Sunday, October 10, 2010

Nussbaum reviews Stansell on Feminism, Lithwick reviews Stern & Wermiel on Brennan, Fontana reviews Breyer, and more in the book pages

The Feminist Promise: 1792 to the Present by Christine Stansell is reviewed by Martha C. Nussbaum in The Nation.  Nussbaum begins:
For much of its existence, the feminist movement in the United States has looked like a loosely knit coalition of upstarts and insurgents making common cause around an evolving list of issues: suffrage, access to divorce, property rights, contraception, antidiscrimination law, sexual harassment, domestic violence, rape law and abortion rights, to name a few. In turn, feminism has apparently struck many historians as being both too topical and too diffuse to have a history. At least such a view offers the most likely explanation for an enduring deficiency. Although American historians have written incisive histories of marriage with attention to women's concerns (Nancy Cott's Public Vows: A History of Marriage and the Nation, Hendrik Hartog's Man and Wife in America: A History) and landmark biographies of feminist pioneers (Ellen Chesler on Margaret Sanger, Elizabeth Griffith on Elizabeth Cady Stanton, Nell Irvin Painter on Sojourner Truth), they have not given us any comparably authoritative history of the feminist movement in the United States. But now we have one.

Christine Stansell's magisterial The Feminist Promise traces the movement from its eighteenth-century inception to the present day, sorting out its crosscurrents and offering a useful narrative framework within which to situate its varied struggles....Though dense and impeccably documented, The Feminist Promise is lucid, accessible and well organized. It will be a benchmark for some time to come—although, as we shall see, it has a significant shortcoming.

For Nussbaum, the shortcoming is that "Stansell is indifferent to the role that ideas, particularly philosophical and economic ideas, have played in feminism's history."

Continue reading here.

JUSTICE BRENNAN:  Liberal Champion by Seth Stern and Stephen Wermiel is reviewed by Dahlia Lithwick for the New York Times.  "'Justice Brennan' provides the most comprehensive and well-organized look at the legendary liberal jurist to date," Lithwick writes.
Stern and Wermiel dig below the popular cliché of Bill Brennan as the Constitution’s Gene Kelly — all twinkling eyes and glad-to-see-ya Irish charm — to reveal the complicated (and quite conservative) man beneath. But the book is weakened by the long delay from conception to completion. With the release in recent years of, among other things, Lewis Powell’s, Harry Blackmun’s and some of Ruth Bader Ginsburg’s papers, plus the access granted Jim Newton to some of Brennan’s case histories for his 2006 book on the Warren court, “Justice Brennan” is very late to the party. There is a sense, at times, that Brennan has slipped away.
Read the rest here.

MAKING OUR DEMOCRACY WORK: A Judge's View by Stephen Breyer is taken up by David Fontana in the Washington Post.  Fontana finds the book to be "perhaps the most honest discussion of what a judge should do that you will ever find, all the more remarkable because it is written by a sitting Supreme Court justice. But it is also an example of the complexity that makes progressive approaches to the Constitution so challenging to sell to wider audiences."

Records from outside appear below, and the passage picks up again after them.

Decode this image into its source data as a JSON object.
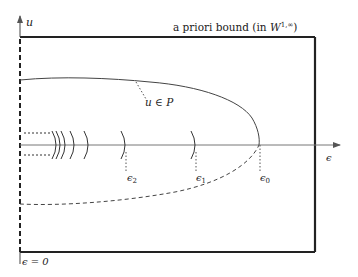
{
  "diagram": {
    "labels": {
      "y_axis": "u",
      "x_axis": "ϵ",
      "bound_prefix": "a priori bound (in ",
      "bound_W": "W",
      "bound_sup": "1,∞",
      "bound_suffix": ")",
      "branch": "u ∈ P",
      "eps0": "ϵ",
      "eps0_sub": "0",
      "eps1": "ϵ",
      "eps1_sub": "1",
      "eps2": "ϵ",
      "eps2_sub": "2",
      "origin": "ϵ = 0"
    },
    "colors": {
      "frame": "#222222",
      "curve": "#444444",
      "axis": "#666666"
    },
    "markers": [
      {
        "name": "epsilon-0",
        "x": 259
      },
      {
        "name": "epsilon-1",
        "x": 195
      },
      {
        "name": "epsilon-2",
        "x": 125
      }
    ]
  }
}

Also in the NY Times, Sam Roberts reviews FINAL VERDICT: What Really Happened in the Rosenberg Case by Walter Schneir and THE INVISIBLE HARRY GOLD:  The Man Who Gave the Soviets the Atom Bomb by Allen M. Hornblum.

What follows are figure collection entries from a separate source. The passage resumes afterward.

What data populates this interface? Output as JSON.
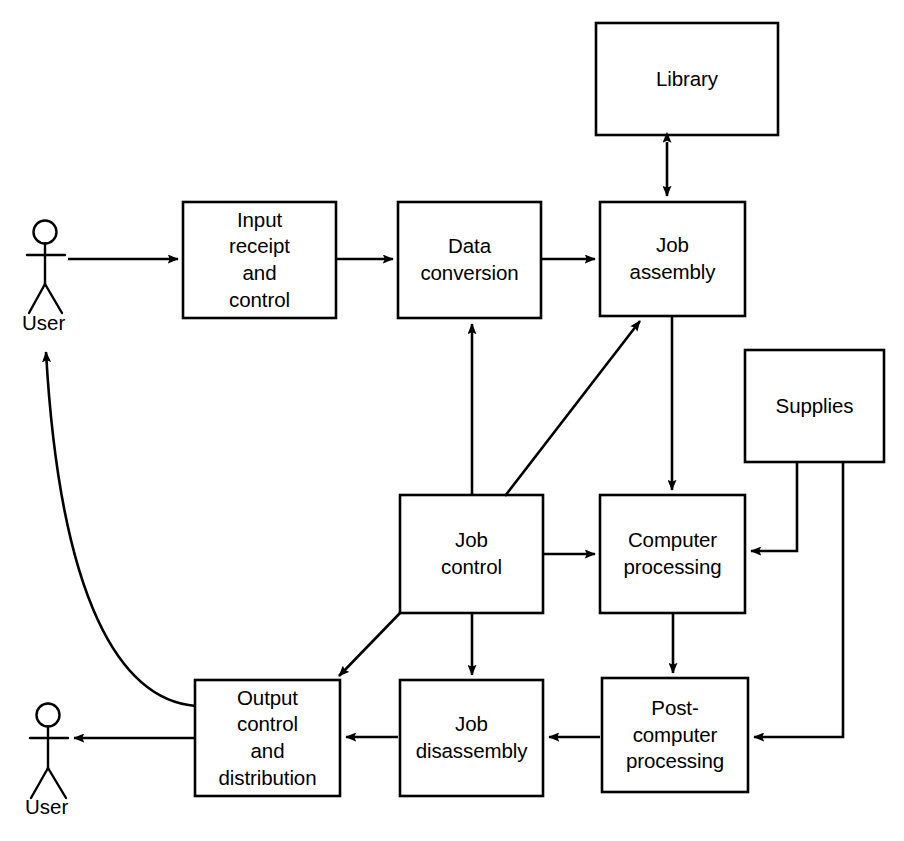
{
  "diagram": {
    "type": "flowchart",
    "background_color": "#ffffff",
    "line_color": "#000000",
    "boxes": [
      {
        "id": "library",
        "label_lines": [
          "Library"
        ],
        "x": 596,
        "y": 23,
        "w": 182,
        "h": 112
      },
      {
        "id": "input_receipt",
        "label_lines": [
          "Input",
          "receipt",
          "and",
          "control"
        ],
        "x": 183,
        "y": 202,
        "w": 153,
        "h": 116
      },
      {
        "id": "data_conversion",
        "label_lines": [
          "Data",
          "conversion"
        ],
        "x": 398,
        "y": 202,
        "w": 143,
        "h": 116
      },
      {
        "id": "job_assembly",
        "label_lines": [
          "Job",
          "assembly"
        ],
        "x": 600,
        "y": 202,
        "w": 145,
        "h": 114
      },
      {
        "id": "supplies",
        "label_lines": [
          "Supplies"
        ],
        "x": 745,
        "y": 350,
        "w": 139,
        "h": 112
      },
      {
        "id": "job_control",
        "label_lines": [
          "Job",
          "control"
        ],
        "x": 400,
        "y": 495,
        "w": 143,
        "h": 118
      },
      {
        "id": "computer_proc",
        "label_lines": [
          "Computer",
          "processing"
        ],
        "x": 600,
        "y": 495,
        "w": 145,
        "h": 118
      },
      {
        "id": "output_control",
        "label_lines": [
          "Output",
          "control",
          "and",
          "distribution"
        ],
        "x": 195,
        "y": 680,
        "w": 145,
        "h": 116
      },
      {
        "id": "job_disassembly",
        "label_lines": [
          "Job",
          "disassembly"
        ],
        "x": 400,
        "y": 680,
        "w": 143,
        "h": 116
      },
      {
        "id": "post_computer",
        "label_lines": [
          "Post-",
          "computer",
          "processing"
        ],
        "x": 602,
        "y": 678,
        "w": 146,
        "h": 114
      }
    ],
    "actors": [
      {
        "id": "user_top",
        "label": "User",
        "head_cx": 45,
        "head_cy": 232,
        "label_x": 22,
        "label_y": 312
      },
      {
        "id": "user_bottom",
        "label": "User",
        "head_cx": 48,
        "head_cy": 715,
        "label_x": 25,
        "label_y": 796
      }
    ],
    "connectors": [
      {
        "id": "user-to-input",
        "from": "user_top",
        "to": "input_receipt",
        "kind": "arrow"
      },
      {
        "id": "input-to-data",
        "from": "input_receipt",
        "to": "data_conversion",
        "kind": "arrow"
      },
      {
        "id": "data-to-assembly",
        "from": "data_conversion",
        "to": "job_assembly",
        "kind": "arrow"
      },
      {
        "id": "library-assembly",
        "from": "library",
        "to": "job_assembly",
        "kind": "double-arrow"
      },
      {
        "id": "assembly-to-computer",
        "from": "job_assembly",
        "to": "computer_proc",
        "kind": "arrow"
      },
      {
        "id": "control-to-data",
        "from": "job_control",
        "to": "data_conversion",
        "kind": "arrow"
      },
      {
        "id": "control-to-assembly",
        "from": "job_control",
        "to": "job_assembly",
        "kind": "arrow"
      },
      {
        "id": "control-to-computer",
        "from": "job_control",
        "to": "computer_proc",
        "kind": "arrow"
      },
      {
        "id": "control-to-output",
        "from": "job_control",
        "to": "output_control",
        "kind": "arrow"
      },
      {
        "id": "control-to-disassembly",
        "from": "job_control",
        "to": "job_disassembly",
        "kind": "arrow"
      },
      {
        "id": "supplies-to-computer",
        "from": "supplies",
        "to": "computer_proc",
        "kind": "arrow"
      },
      {
        "id": "supplies-to-post",
        "from": "supplies",
        "to": "post_computer",
        "kind": "arrow"
      },
      {
        "id": "computer-to-post",
        "from": "computer_proc",
        "to": "post_computer",
        "kind": "arrow"
      },
      {
        "id": "post-to-disassembly",
        "from": "post_computer",
        "to": "job_disassembly",
        "kind": "arrow"
      },
      {
        "id": "disassembly-to-output",
        "from": "job_disassembly",
        "to": "output_control",
        "kind": "arrow"
      },
      {
        "id": "output-to-user-bottom",
        "from": "output_control",
        "to": "user_bottom",
        "kind": "arrow"
      },
      {
        "id": "output-to-user-top",
        "from": "output_control",
        "to": "user_top",
        "kind": "curved-arrow"
      }
    ]
  }
}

Afghanistan: A Cultural and Political History by Thomas Barfield is reviewed by Christopher de Bellaigue in the New York Review of Books.  Also in the NYRB,The Civil War of 1812: American Citizens, British Subjects, Irish Rebels, and Indian Allies by Alan Taylor is reviewed by Gordon S. Wood, The Unspoken Alliance: Israel’s Secret Relationship with Apartheid South Africa by Sasha Polakow-Suransky is reviewed by Joseph Lelyveld, and White House Diary by Jimmy Carter is reviewed by Garry Wills.

Washington: A Life by Ron Chernow is reviewed by The Conservative Assault on the Constitution by Erwin Chemerinsky.  Jack Rakove, Revolutionaries is reviewed in The Nation by Robin Einhorn  (subscription required).

Finally, both the San Francisco Chronicle and the New York Times discuss Tea Party books, including THE WHITES OF THEIR EYES: The Tea Party’s Revolution and the Battle Over American History by Jill Lepore.